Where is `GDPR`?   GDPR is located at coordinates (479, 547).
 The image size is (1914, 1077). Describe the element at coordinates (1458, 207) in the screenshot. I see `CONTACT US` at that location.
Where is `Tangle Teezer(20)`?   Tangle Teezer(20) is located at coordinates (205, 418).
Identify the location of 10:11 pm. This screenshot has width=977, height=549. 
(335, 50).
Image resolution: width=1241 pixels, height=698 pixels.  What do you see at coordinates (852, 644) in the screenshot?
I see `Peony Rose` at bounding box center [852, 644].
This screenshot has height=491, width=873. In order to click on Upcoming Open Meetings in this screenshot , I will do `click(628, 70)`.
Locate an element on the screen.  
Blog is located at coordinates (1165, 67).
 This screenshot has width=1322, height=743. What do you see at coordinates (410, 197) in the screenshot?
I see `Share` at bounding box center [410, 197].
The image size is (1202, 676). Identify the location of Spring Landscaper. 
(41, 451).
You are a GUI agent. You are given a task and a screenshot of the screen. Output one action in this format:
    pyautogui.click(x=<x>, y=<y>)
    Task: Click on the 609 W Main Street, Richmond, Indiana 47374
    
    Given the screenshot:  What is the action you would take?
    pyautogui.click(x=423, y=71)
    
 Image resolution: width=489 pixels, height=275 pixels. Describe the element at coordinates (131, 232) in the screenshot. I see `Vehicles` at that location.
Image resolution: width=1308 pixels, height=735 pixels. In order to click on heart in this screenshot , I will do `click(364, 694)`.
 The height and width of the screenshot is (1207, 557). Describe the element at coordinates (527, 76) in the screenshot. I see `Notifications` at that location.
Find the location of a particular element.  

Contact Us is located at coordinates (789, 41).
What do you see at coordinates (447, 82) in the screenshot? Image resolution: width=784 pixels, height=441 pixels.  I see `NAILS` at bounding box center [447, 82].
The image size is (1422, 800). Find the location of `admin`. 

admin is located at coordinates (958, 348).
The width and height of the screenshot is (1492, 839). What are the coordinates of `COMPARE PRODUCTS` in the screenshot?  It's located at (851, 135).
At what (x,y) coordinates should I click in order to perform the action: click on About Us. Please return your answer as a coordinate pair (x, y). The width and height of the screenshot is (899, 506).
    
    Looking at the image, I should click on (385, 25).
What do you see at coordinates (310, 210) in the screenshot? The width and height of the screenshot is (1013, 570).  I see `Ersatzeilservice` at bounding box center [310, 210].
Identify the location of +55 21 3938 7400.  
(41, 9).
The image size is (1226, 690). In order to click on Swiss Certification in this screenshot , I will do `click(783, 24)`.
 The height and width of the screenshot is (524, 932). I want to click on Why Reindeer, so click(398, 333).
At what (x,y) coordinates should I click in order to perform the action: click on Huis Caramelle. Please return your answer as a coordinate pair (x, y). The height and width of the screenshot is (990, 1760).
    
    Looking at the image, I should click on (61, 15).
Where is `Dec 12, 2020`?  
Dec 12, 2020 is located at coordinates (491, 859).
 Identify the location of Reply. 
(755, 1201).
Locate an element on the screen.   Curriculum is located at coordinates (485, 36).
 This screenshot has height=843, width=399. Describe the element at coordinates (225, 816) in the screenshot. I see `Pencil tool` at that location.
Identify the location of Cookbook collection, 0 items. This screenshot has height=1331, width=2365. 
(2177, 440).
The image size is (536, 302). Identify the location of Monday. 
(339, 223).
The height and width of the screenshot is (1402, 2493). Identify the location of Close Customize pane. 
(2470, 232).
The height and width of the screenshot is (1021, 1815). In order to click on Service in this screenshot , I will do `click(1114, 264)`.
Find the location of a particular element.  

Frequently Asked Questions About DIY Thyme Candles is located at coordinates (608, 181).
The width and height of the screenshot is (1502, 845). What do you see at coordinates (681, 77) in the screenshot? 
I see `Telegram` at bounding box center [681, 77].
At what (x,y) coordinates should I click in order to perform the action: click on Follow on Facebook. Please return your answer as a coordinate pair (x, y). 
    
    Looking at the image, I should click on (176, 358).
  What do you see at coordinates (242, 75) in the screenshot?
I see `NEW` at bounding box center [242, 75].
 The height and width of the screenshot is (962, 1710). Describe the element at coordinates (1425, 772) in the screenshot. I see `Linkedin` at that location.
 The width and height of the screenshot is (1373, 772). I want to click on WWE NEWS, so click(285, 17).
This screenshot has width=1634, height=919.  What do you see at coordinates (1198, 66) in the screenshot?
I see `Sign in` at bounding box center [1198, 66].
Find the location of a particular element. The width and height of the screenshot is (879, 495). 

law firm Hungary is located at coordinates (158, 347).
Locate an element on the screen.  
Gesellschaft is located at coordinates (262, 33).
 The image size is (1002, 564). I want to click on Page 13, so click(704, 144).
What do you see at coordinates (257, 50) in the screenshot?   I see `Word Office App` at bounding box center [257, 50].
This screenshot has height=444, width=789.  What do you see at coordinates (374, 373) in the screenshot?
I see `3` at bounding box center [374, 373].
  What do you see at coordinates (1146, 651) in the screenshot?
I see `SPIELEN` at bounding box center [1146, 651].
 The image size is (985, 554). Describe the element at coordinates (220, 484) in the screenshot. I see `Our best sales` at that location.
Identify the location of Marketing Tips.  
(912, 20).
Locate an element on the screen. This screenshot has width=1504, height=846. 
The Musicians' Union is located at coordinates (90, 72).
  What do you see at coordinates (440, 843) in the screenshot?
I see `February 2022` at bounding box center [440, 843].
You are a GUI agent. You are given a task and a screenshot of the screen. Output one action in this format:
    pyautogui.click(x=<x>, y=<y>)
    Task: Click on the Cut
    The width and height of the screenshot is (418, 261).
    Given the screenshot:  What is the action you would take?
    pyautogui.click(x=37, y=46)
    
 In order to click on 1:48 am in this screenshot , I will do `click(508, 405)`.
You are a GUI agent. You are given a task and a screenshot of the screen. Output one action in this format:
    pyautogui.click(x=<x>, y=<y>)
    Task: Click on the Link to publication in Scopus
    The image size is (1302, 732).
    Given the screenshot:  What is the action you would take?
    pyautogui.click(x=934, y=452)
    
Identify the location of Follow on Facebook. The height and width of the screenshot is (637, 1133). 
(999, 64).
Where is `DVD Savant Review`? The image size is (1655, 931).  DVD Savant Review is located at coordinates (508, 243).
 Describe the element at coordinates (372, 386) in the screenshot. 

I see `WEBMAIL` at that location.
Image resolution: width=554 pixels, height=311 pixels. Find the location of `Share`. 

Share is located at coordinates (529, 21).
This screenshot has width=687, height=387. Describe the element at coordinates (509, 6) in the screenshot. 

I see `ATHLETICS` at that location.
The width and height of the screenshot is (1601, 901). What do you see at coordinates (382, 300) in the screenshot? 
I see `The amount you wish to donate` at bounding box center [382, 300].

::::::::

The required answer is the run of lines above, starting at the line with "The height and width of the screenshot is (1021, 1815)." and ending at the line with "What do you see at coordinates (257, 50)", reproduced exactly with both ends.

- Solution to this problem:
The height and width of the screenshot is (1021, 1815). In order to click on Service in this screenshot , I will do `click(1114, 264)`.
Find the location of a particular element.  

Frequently Asked Questions About DIY Thyme Candles is located at coordinates (608, 181).
The width and height of the screenshot is (1502, 845). What do you see at coordinates (681, 77) in the screenshot? 
I see `Telegram` at bounding box center [681, 77].
At what (x,y) coordinates should I click in order to perform the action: click on Follow on Facebook. Please return your answer as a coordinate pair (x, y). 
    
    Looking at the image, I should click on (176, 358).
  What do you see at coordinates (242, 75) in the screenshot?
I see `NEW` at bounding box center [242, 75].
 The height and width of the screenshot is (962, 1710). Describe the element at coordinates (1425, 772) in the screenshot. I see `Linkedin` at that location.
 The width and height of the screenshot is (1373, 772). I want to click on WWE NEWS, so click(285, 17).
This screenshot has width=1634, height=919.  What do you see at coordinates (1198, 66) in the screenshot?
I see `Sign in` at bounding box center [1198, 66].
Find the location of a particular element. The width and height of the screenshot is (879, 495). 

law firm Hungary is located at coordinates (158, 347).
Locate an element on the screen.  
Gesellschaft is located at coordinates (262, 33).
 The image size is (1002, 564). I want to click on Page 13, so click(704, 144).
What do you see at coordinates (257, 50) in the screenshot?   I see `Word Office App` at bounding box center [257, 50].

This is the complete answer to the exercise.